Dispelling Another Gun Control Myth:
Repeating Firearms Predate the Second AmendmentThis is a copy of a recent e-mail on whether the Founders of our country could have envisioned the types of modern firearms of today. It dispels the myth that the Founders had "no idea" that such weaponry could be created in the future.
Both the ideas and the technology already existed!Many times I have heard the following:
"The founding fathers, when writing the Second Amendment, could never have foreseen the machine gun"
I wonder if Jefferson had this British design in his Patent collection?
Also available here:
http://www.probertencyclopaedia.com/i/Puckle%20Gun.jpg
The Puckle gun was a British flintlock machinegun invented by James Puckle in 1718. It took a nine-round revolving block, was mounted on a tripod and was designed to be portable and especially to prevent an enemy boarding a ship. An unusual feature was that it fired square bullets.
http://dld.mk.dmu.ac.uk/Heritage/htm/tour/revolverinfo.htmThis article is also available by clicking on this sentence.
James Puckle (c. 1667-1724) was a notary-public and also an author, his best-known work - reprinted as recently as 1900 - being The Club, a moral dialogue between a father and son. His 'portable gun or machine called a defence' - designed to fire round bullets against Christians and square ones against Turks - is one of his only two known ventures in the field of military technology (the other being a sword concerning which no details are recorded). In 1717 it was rejected for government use after trials at Woolwhich, but, despite this, he obtained a patent on 15 May 1718, and then made strenuous efforts to market the gun, raising a company for this purpose in 1721. In March, 1722 the Daily Courant carried an advertisement for 'Several sizes in Brass and Iron of Mr. Puckle's Machine or Gun, called a Defence....at the Workshop thereof, in White-Cross-Alley, Middle Moorfields'. At the end of the same month the London Journal reported that at a demonstration of one of the guns 'one Man discharged it 63 times in seven Minutes, though all the while Raining; and that it throws off either one large or sixteen Musquet Balls at every discharge with very great Force'
1 November
James Puckle of London, England, demonstrated his new invention, the "Puckle Gun," a tripod-mounted, single-barreled flintlock gun fitted with a multishot revolving cylinder. This weapon fired nine shots per minute at a time when the standard soldier's musket could be loaded and fired but three times per minute. Puckle demonstrated two versions of the basic design. One weapon, intended for use against Christian enemies, fired conventional round bullets, while the second variant, designed to be used against the Muslim Turks, fired square bullets, which were believed to cause more severe and painful wounds than spherical projectiles. The "Puckle Gun" failed to attract investors and never achieved mass production or sales to the British armed forces. One newspaper of the period observed following the business venture's failure that "those are only wounded who hold shares therein." (1718)http://rwbach.huachuca.amedd.army.mil/novtriv.html
This Third link appears to not work. But it is "cached" at Google. If a better link is found, please let me know.
[His invention, and other machine guns, are discussed in: David B. Kopel, Clayton E. Cramer, and Scott G. Hattrup, A Tale of Three Cities: The Right to Bear Arms in State Supreme Courts, Temple Law Review 68 (1995): 1177. http://www.2ndlawlib.org/journals/kch-3cit.html
Since this posting, I have been reminded of the multi-barreled pistols called "duck foots" and "mutiny guns," as well as the old Battery Guns. Anyone with images or good on-line articles are welcome to send them in. Thanks.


#### [TASK STATEMENT]
With the pictures omitted, output word for word the lines from the one containing "Resolution: 1024px x" through the end of the records.

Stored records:

++++

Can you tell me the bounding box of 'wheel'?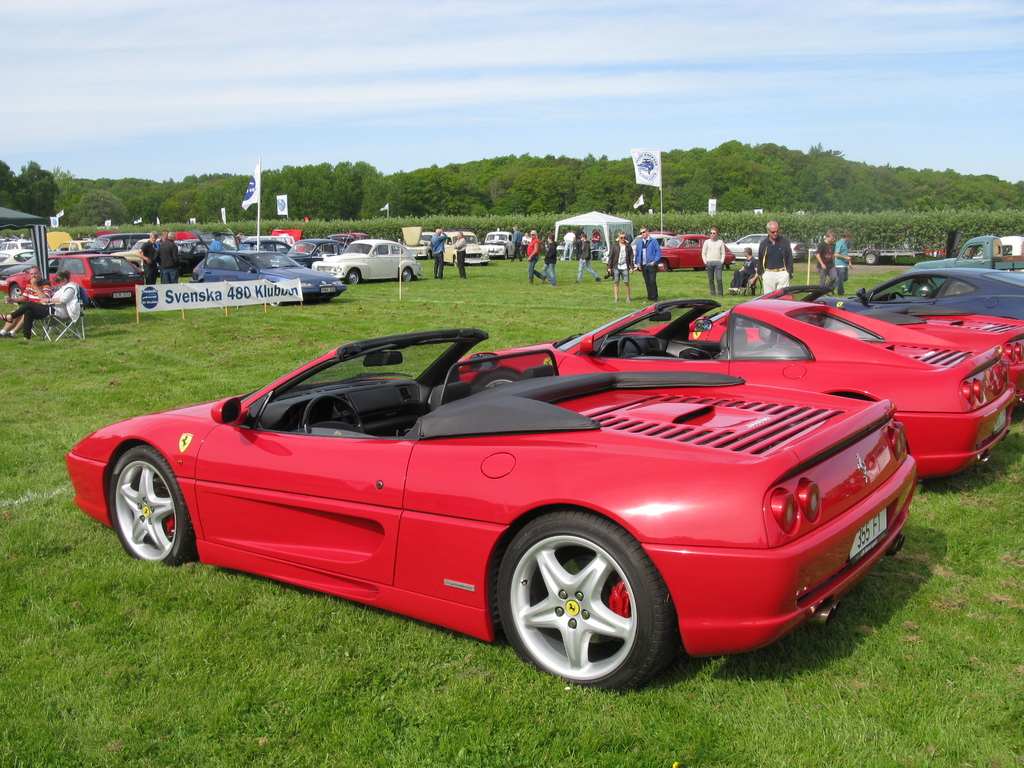
(left=106, top=456, right=181, bottom=572).
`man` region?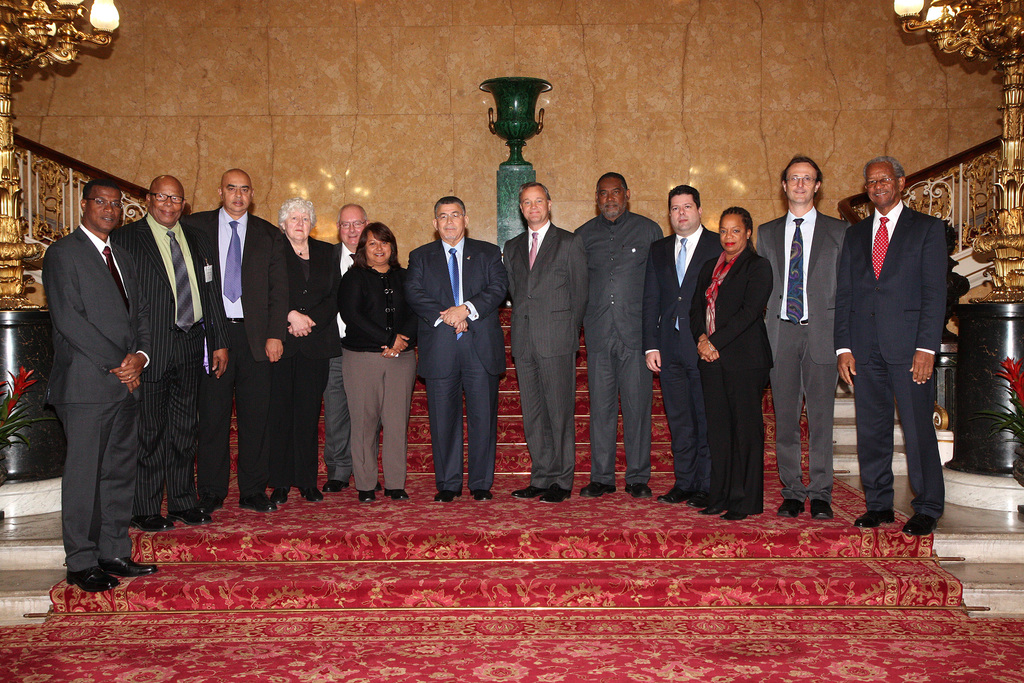
box=[751, 140, 854, 532]
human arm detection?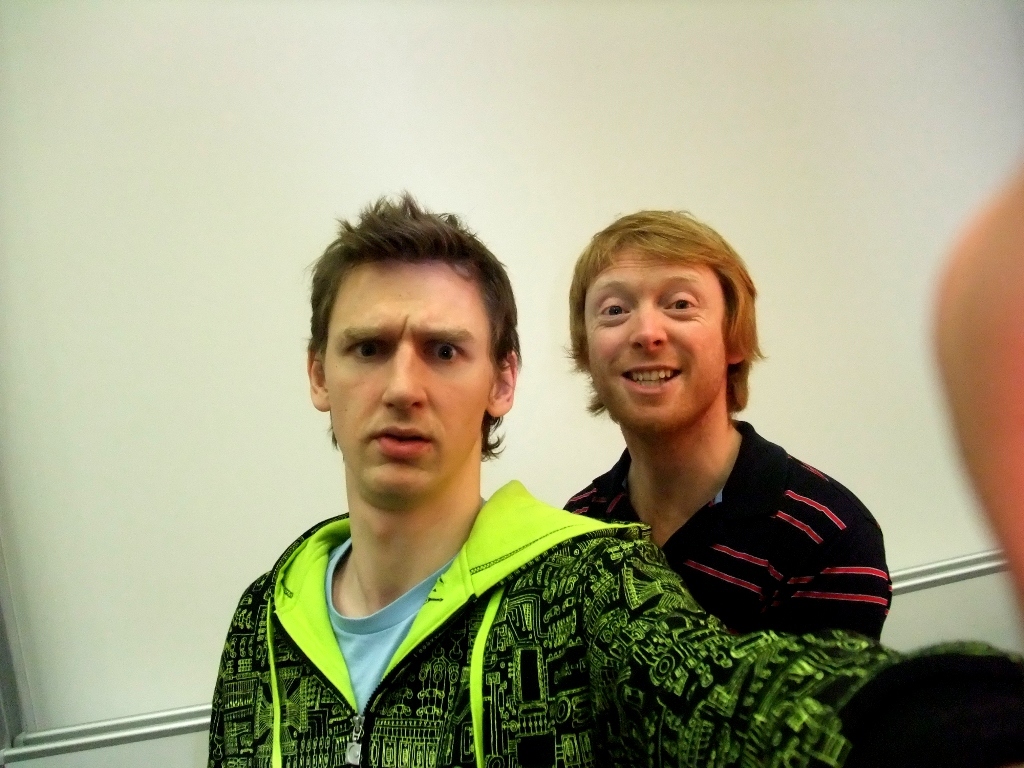
Rect(423, 400, 827, 728)
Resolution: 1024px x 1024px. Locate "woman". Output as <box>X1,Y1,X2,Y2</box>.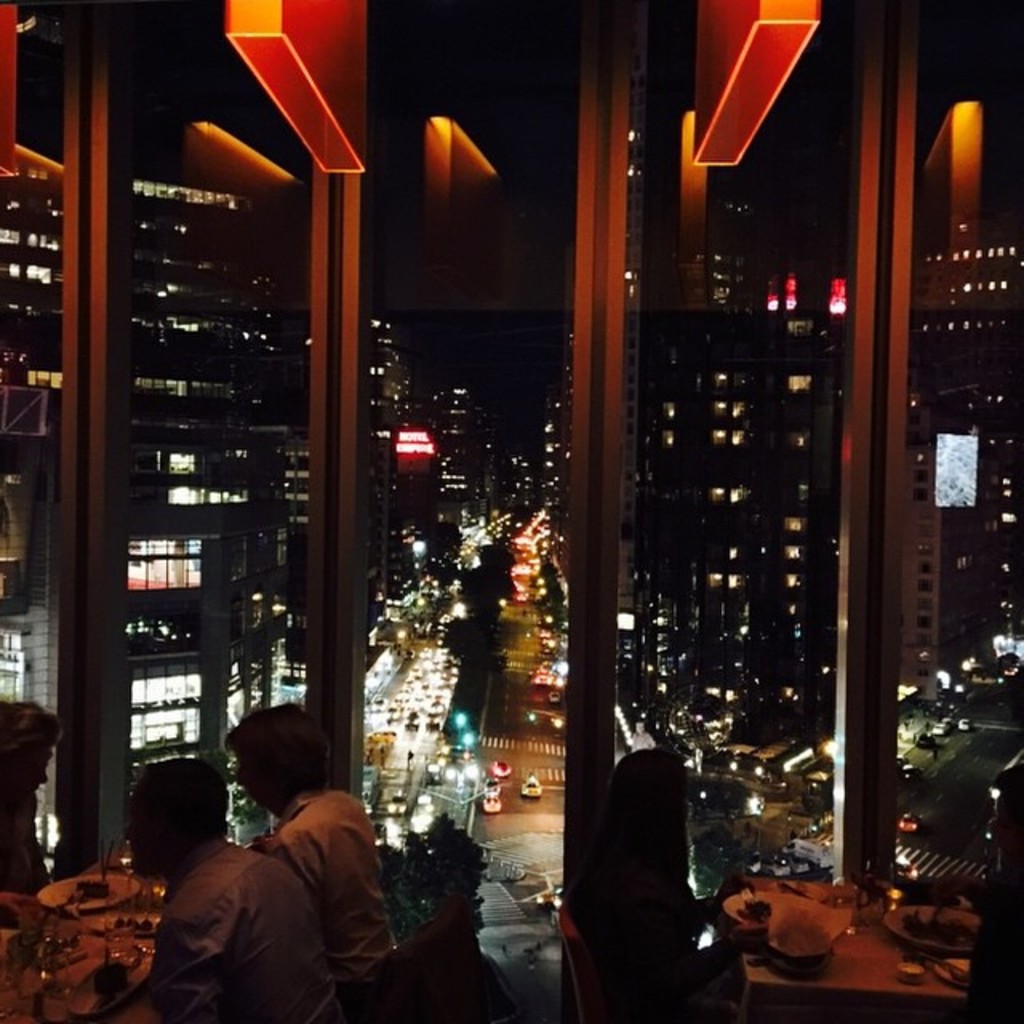
<box>102,760,352,1022</box>.
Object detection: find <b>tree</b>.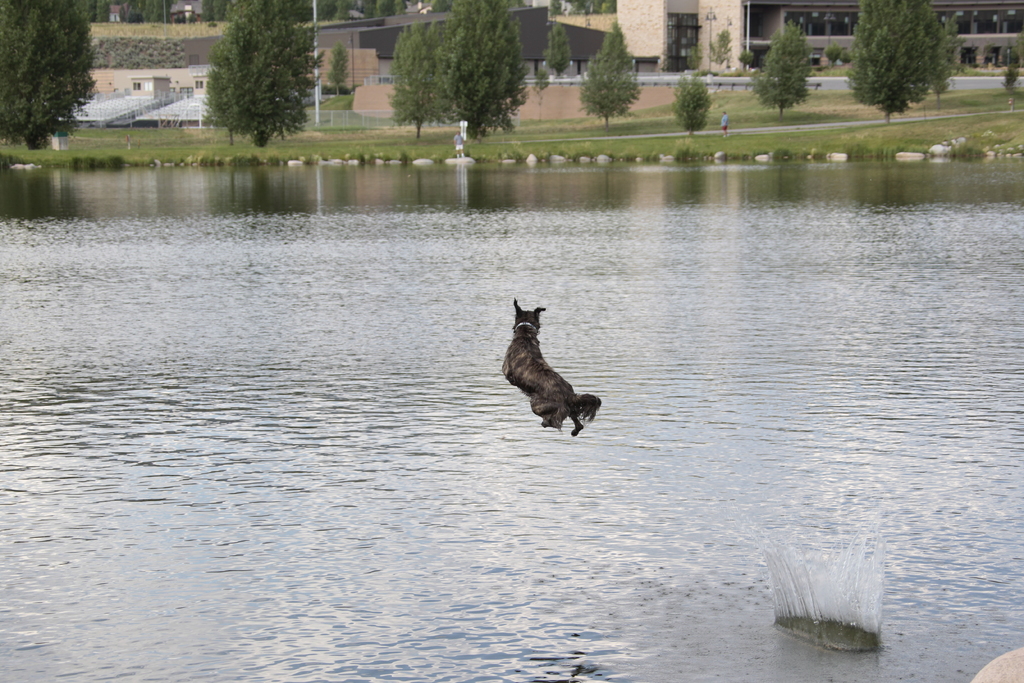
BBox(1004, 42, 1016, 100).
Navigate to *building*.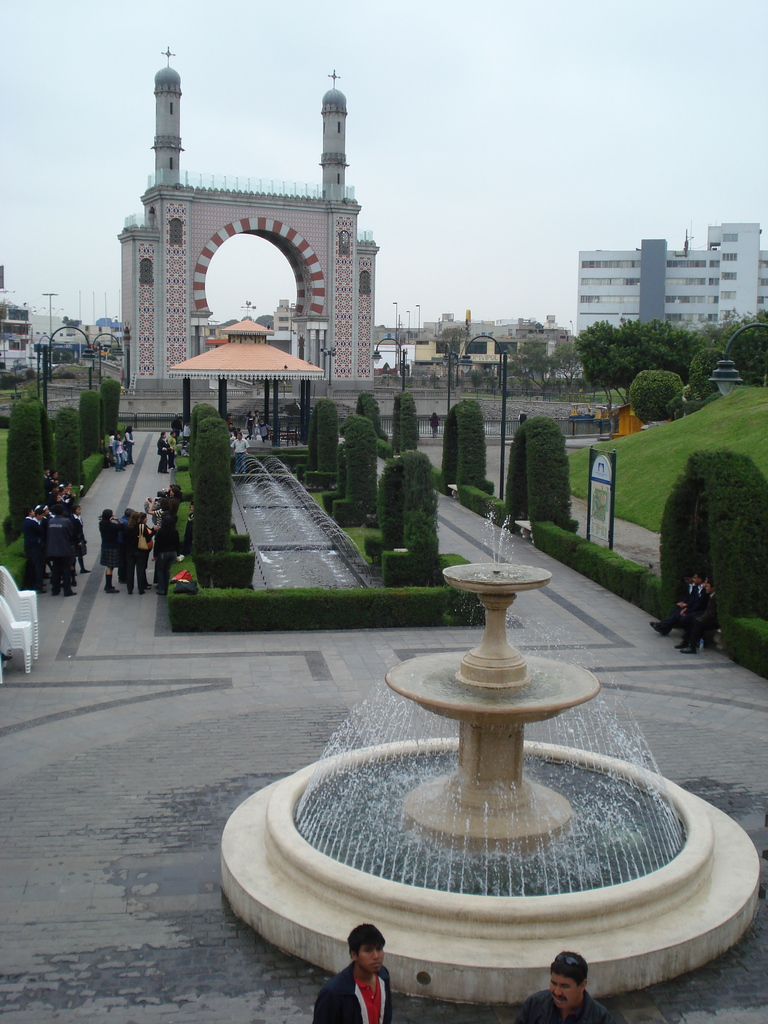
Navigation target: x1=570 y1=220 x2=767 y2=343.
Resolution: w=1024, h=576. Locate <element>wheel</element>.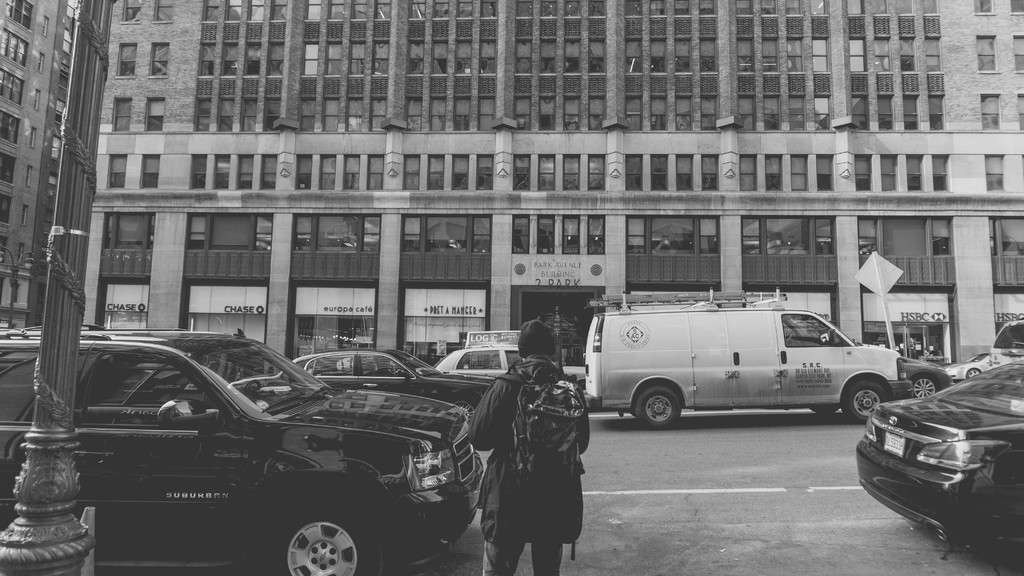
(452,396,477,420).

++++

#### [YOUR RESPONSE]
Resolution: 1024px x 1024px. Locate "woman". Output as <box>X1,Y1,X2,Y2</box>.
<box>102,760,352,1022</box>.
Object detection: find <b>tree</b>.
BBox(1004, 42, 1016, 100).
Navigate to *building*.
Navigation target: x1=570 y1=220 x2=767 y2=343.
Resolution: w=1024, h=576. Locate <element>wheel</element>.
(452,396,477,420).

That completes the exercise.